Firm 2 puts into practice McGregor’s prescriptions for inclusion, shared goals, respect for all people, and personal responsibility. Research shows managers with theory Y assumptions are better at accomplishing organizational objectives and better at tapping the potential of employees.5

Ricardo Semler of Semco, a Brazilian manufacturer of industrial products, shares the beliefs of a theory Y leader; “We simply do not believe our employees have an interest in coming in late, leaving early, or doing as little as possible. These are the same people who raise children, join the PTA, and elect mayors and presidents. They are adults and at Semco they are treated like adults. We get out of their way and let them do their jobs.6


References

1. D. McGregor, The Human Side of Enterprise 25th Anniversary Edition (New York: McGraw-Hill, 1985): republished 2006 with J. Cutcher-Gershenfeld.

2. D. McGregor, The Human Side of Enterprise; and D. McGregor, “The Human Side of Enterprise,” Management Review (November 1957).

3. D. McGregor, Leadership and Motivation (Cambridge, MA: MIT Press, 1966).

4. D. Jacobs, review of D. McGregor, The Human Side of Enterprise, in Academy of Management Review 29 (2004): 293-296.

5. W. Brown, 13 Fatal Errors Managers Make and How You Can Avoid Them (Berkley Publishing, 1995): and J. Hall and S. Donnell,  “Managerial Achievement,” Human Relations 32 (1979): 77-101.

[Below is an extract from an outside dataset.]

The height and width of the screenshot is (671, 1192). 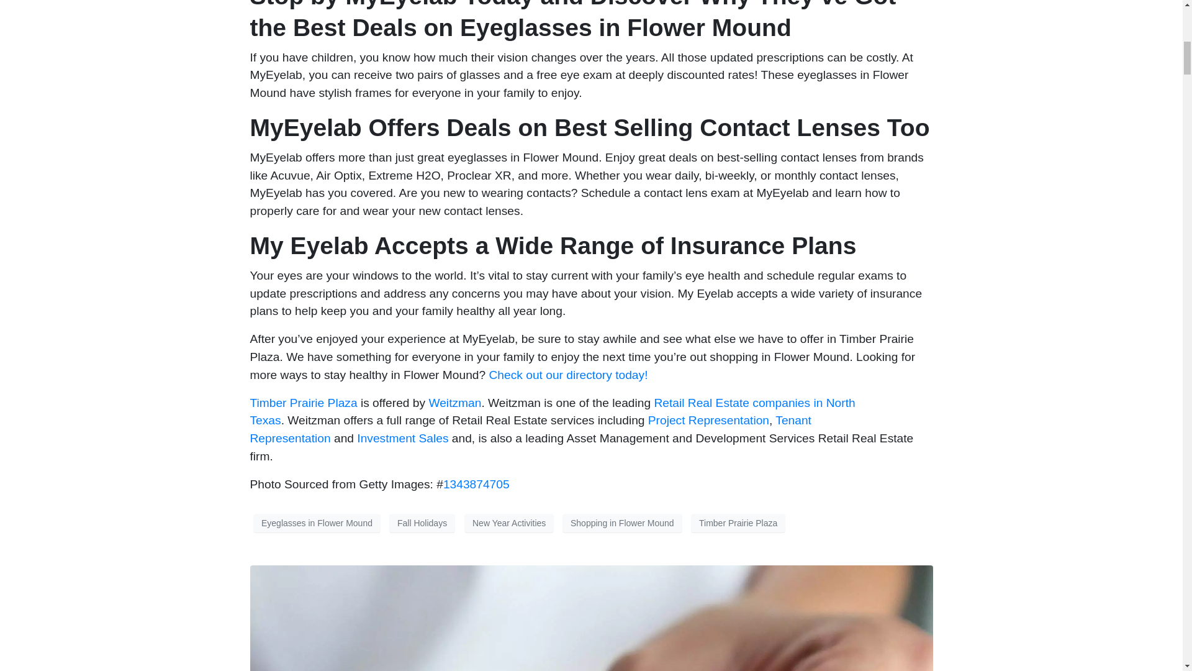 I want to click on Tenant Representation, so click(x=530, y=429).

6. R. Semler, Maverick (New York: Random House, 2001).

About the Author

George Manning is a professor emeritus of psychology at Northern Kentucky Univer­sity. He is a consultant to business, industry, and government, serving such clients as the AMA, AT&T, General Electric, IBM, Duke Energy, the United Auto Workers, Young Presidents’ Organization, the U.S. Navy, and the National Institutes of Health. He lectures on economic and social issues, including quality of work-life, workforce values, and business ethics. He maintains an active program of research and writing in organizational psychology. His current studies and interests include the changing meaning of work, leadership ethics, and coping skills for personal and social change.